Career
From 1872 he was on the editorial board of the literary journal De Gids. He wrote a daily article in the Handelsblad, "From Day to Day," which the Times called in its obituary a "feature of Dutch journalism"
During the Boer War, he supported the Boer cause in his writings. He published a series of articles on the war, collected as and republished in English translation as The Struggle of the Dutch Republics: A Great Crime.
An appeal to the conscience of the British nation.
lieutenant was subsequently published in German as well. In 1881, Boissevain paid a visit to the United States and published his impressions in a series of articles in the Handelsblad, afterward republished in book form as From the North to the South.
Boissevain married Emily Héloïse MacDonnell (a granddaughter of Richard MacDonnell, Provost of Trinity College, Dublin) in England on June 27, 1867. They had eleven children: Charles Ernest Henri (1868-1940), Maria (1869-1959), Alfred Gideon (1870-1922), Robert Walrave (1872-1938), Hester (1873-1969), Olga Emily (1875-1949), Hilda Gerarda (1877-1975), Eugen January (1880-1949), Petronella Johanna (1881-1956), January Maurits (1883-1964), and Catharina Josephina (1885-1922).
Robert emigrated to Canada, as did Olga, who married Dutch sea captain and explorer Abraham Jacob van Stockum.
In addition, Charles Ernest Henri"s son Charles Hercules Boissevain (1893-1946), a doctor, moved to Colorado, where he became a tuberculosis researcher and co-authored the first comprehensive survey of native Colorado cacti.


TASK DESCRIPTION
What's wanted here is the full listing below, repeated exactly, with no images in it.

-*-*-

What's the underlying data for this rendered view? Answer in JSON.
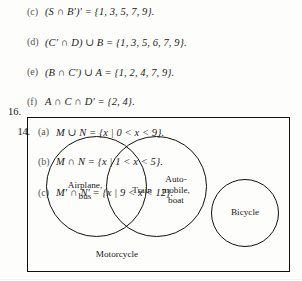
{
  "page": {
    "width": 302,
    "height": 281,
    "ink_color": "#1a1a1a",
    "paper_color": "#fdfdfb"
  },
  "answers": [
    {
      "number": "",
      "sub": "(c)",
      "indent": "lvl-a",
      "text": "(S ∩ B′)′ = {1, 3, 5, 7, 9}."
    },
    {
      "number": "",
      "sub": "(d)",
      "indent": "lvl-a",
      "text": "(C′ ∩ D) ∪ B = {1, 3, 5, 6, 7, 9}."
    },
    {
      "number": "",
      "sub": "(e)",
      "indent": "lvl-a",
      "text": "(B ∩ C′) ∪ A = {1, 2, 4, 7, 9}."
    },
    {
      "number": "",
      "sub": "(f)",
      "indent": "lvl-a",
      "text": "A ∩ C ∩ D′ = {2, 4}."
    },
    {
      "number": "14.",
      "sub": "(a)",
      "indent": "lvl-b",
      "text": "M ∪ N = {x | 0 < x < 9}."
    },
    {
      "number": "",
      "sub": "(b)",
      "indent": "lvl-b",
      "text": "M ∩ N = {x | 1 < x < 5}."
    },
    {
      "number": "",
      "sub": "(c)",
      "indent": "lvl-b",
      "text": "M′ ∩ N′ = {x | 9 < x < 12}."
    }
  ],
  "venn": {
    "number": "16.",
    "universe_label": "Motorcycle",
    "sets": [
      {
        "name": "set-airplane-bus",
        "label_line1": "Airplane,",
        "label_line2": "bus"
      },
      {
        "name": "set-intersection-train",
        "label_line1": "Train",
        "label_line2": ""
      },
      {
        "name": "set-automobile-boat",
        "label_line1": "Auto-",
        "label_line2": "mobile,",
        "label_line3": "boat"
      },
      {
        "name": "set-bicycle",
        "label_line1": "Bicycle",
        "label_line2": ""
      }
    ]
  }
}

-*-*-

WRITTEN SOLUTION
What's the underlying data for this rendered view? Answer in JSON.
{
  "page": {
    "width": 302,
    "height": 281,
    "ink_color": "#1a1a1a",
    "paper_color": "#fdfdfb"
  },
  "answers": [
    {
      "number": "",
      "sub": "(c)",
      "indent": "lvl-a",
      "text": "(S ∩ B′)′ = {1, 3, 5, 7, 9}."
    },
    {
      "number": "",
      "sub": "(d)",
      "indent": "lvl-a",
      "text": "(C′ ∩ D) ∪ B = {1, 3, 5, 6, 7, 9}."
    },
    {
      "number": "",
      "sub": "(e)",
      "indent": "lvl-a",
      "text": "(B ∩ C′) ∪ A = {1, 2, 4, 7, 9}."
    },
    {
      "number": "",
      "sub": "(f)",
      "indent": "lvl-a",
      "text": "A ∩ C ∩ D′ = {2, 4}."
    },
    {
      "number": "14.",
      "sub": "(a)",
      "indent": "lvl-b",
      "text": "M ∪ N = {x | 0 < x < 9}."
    },
    {
      "number": "",
      "sub": "(b)",
      "indent": "lvl-b",
      "text": "M ∩ N = {x | 1 < x < 5}."
    },
    {
      "number": "",
      "sub": "(c)",
      "indent": "lvl-b",
      "text": "M′ ∩ N′ = {x | 9 < x < 12}."
    }
  ],
  "venn": {
    "number": "16.",
    "universe_label": "Motorcycle",
    "sets": [
      {
        "name": "set-airplane-bus",
        "label_line1": "Airplane,",
        "label_line2": "bus"
      },
      {
        "name": "set-intersection-train",
        "label_line1": "Train",
        "label_line2": ""
      },
      {
        "name": "set-automobile-boat",
        "label_line1": "Auto-",
        "label_line2": "mobile,",
        "label_line3": "boat"
      },
      {
        "name": "set-bicycle",
        "label_line1": "Bicycle",
        "label_line2": ""
      }
    ]
  }
}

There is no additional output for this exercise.